Narrator continued: Since the discussion is about health care, war and treatment, I also remember that a few years ago I was an audience member in a seminar where Dr. Farrokh Saeedi shared his memories. He is a surgeon who wrote chapters of the world's surgery book and is now about 90 years old. When they brought him from Abadan airport, I saw that everyone had special respect for him. When the teacher went behind the podium, the spiritual and deep impression he expressed about those days was very interesting.

He said: They told me that all the surgeons should come to the war, but I said that I will not come; neither my age requires nor I want to come. They told me: But, doctor, we have scheduled all the surgeons to go to the front when the operation starts. Finally, I went with their insistence, but with the condition that I only go to Ahvaz and not go beyond Ahvaz. When we went to Ahvaz, a handsome young man named Dr. Baghai, who was a general practitioner and now has his name in many places in the south, told me: Mr. Doctor, when these children are injured, they will perish until we try to bring them back. If possible, come and operate in the emergency hospital that we have, which is strong and fully secure, and return to Ahvaz again. After a few days, return to Tehran or wherever you want. I told him: If I come, I will not stay more than 24 hours and I will return. He accepted.

It was time to operate. I arrived at Imam Hossein field hospital. Funded ambulances came and placed stretchers on the site like a barrage. Everyone was covered in blood. One was shot in the neck and the other... the situation was dire and the wounded were dying. I said to bring the injured to the operating room. I quickly went to the operating room and took out my clothes to get ready for the operation. They also brought injured people. I operated until about 3 or 4 after midnight, 27 or 28. As much as they told me: you are tired, the ambulance is ready to take you back to rest. I accepted. I changed my clothes and came to board the ambulance to go back to Ahvaz. In the same way, they regularly brought wounded warriors. I had two stretchers next to me. I saw a 17- or 18-year-old youth covered in blood, wearing khaki clothes. He had been shot in his aorta and was bleeding profusely. He was looking at me like that. It was a book with a look like that. I remembered that poem that said:

I don't know what secret is hidden in your eyes

I can't see it but can't tell.

I saw that this young man was not begging me at all. He just tells me to go be jealous. If you remember me tomorrow, that I came at this age to defend my country, and the arrow and shrapnel are stuck in my heart, but you see me and don't treat me, it doesn't matter to you, go."

My audience is those who suck people's blood in a different way in the society today in economic and cultural form. The doctor said: "That day, when I saw that young man, I said to myself, where are you going? Where and when are you going to find out that your expertise should save this young man today? This young man has given his whole being to defend his country.
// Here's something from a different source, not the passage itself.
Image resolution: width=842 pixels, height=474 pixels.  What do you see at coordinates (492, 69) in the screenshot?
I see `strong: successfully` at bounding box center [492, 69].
I took my bag and came back. Martyr Dr. Majid Beqaei said: Why didn't you go? I said: I will not go again. I stayed there for 24-25 days.

  We were little warriors. Here, it is appropriate to mention those who played a role in our treatment and worked hard for our treatment. We must thank those to whom we owe - from nurses and doctors to all those who defended this land. We have seen in various countries that they adhere to these topics and value them, but we have acted very poorly in this regard. I hope that we will not be indebted to the martyrs and those who have worked hard for us in any way and that God will grant us their rights.